This unprecedented government intervention isn’t the first piece of bitter fruit of Covid Derangement Syndrome, and it won’t be the last. While we Americans aren’t (yet), as a group, as lunatic as are Australians, during the past 18 months we have (1) allowed ourselves to be deceived into believing that a pathogen that poses unusual dangers only to a relatively small minority of us (namely, the very old or ill) is a categorically monstrous threat to all of us; (2) used this disproportionate – and, hence, unwarranted degree of – fear of Covid to excuse not only the exercise by government of unprecedented powers to restrict ordinary familial, social, and economic affairs, but also the unleashing and enforcement of these powers by executive-branch agencies at all levels of government; and (3) as a result, have freed a terrifying genie from a bottle into which it will not return voluntarily and will likely escape all efforts to be stuffed back in.
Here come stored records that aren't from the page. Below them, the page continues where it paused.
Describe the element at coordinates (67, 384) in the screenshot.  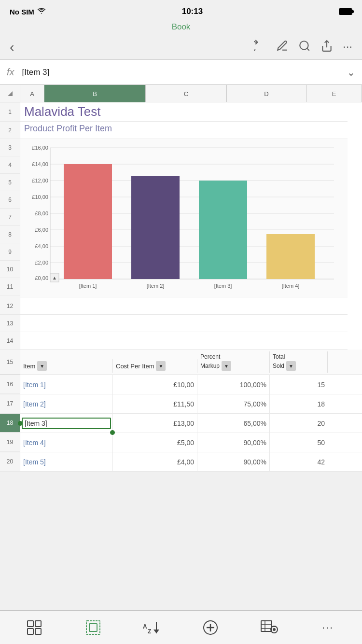
I see `td-item-1: [Item 1]` at that location.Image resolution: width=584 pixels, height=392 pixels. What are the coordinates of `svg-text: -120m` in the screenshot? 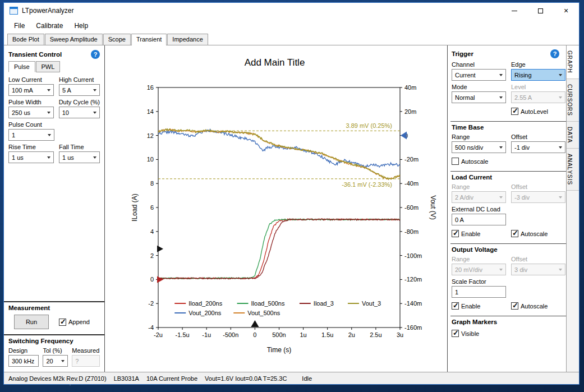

I have never denied that Covid-19 poses unusually grave dangers for certain people. But I am more convinced now than ever before that the dangers posed by the reaction to Covid are magnitudes larger – and magnitudes more lethal to person, property, and civilization – than not only is Covid in reality, but than Covid would have been even had the absurd predictions of reckless modelers such as Neil Ferguson proven to be accurate.
I’m very glad that tomorrow I’ll turn 63 – meaning that I fortunately won’t live long enough to witness full extent of the damage that civilization will likely suffer as a result of the awful cultural and institutional transformation that’s occurred over the past 18 months.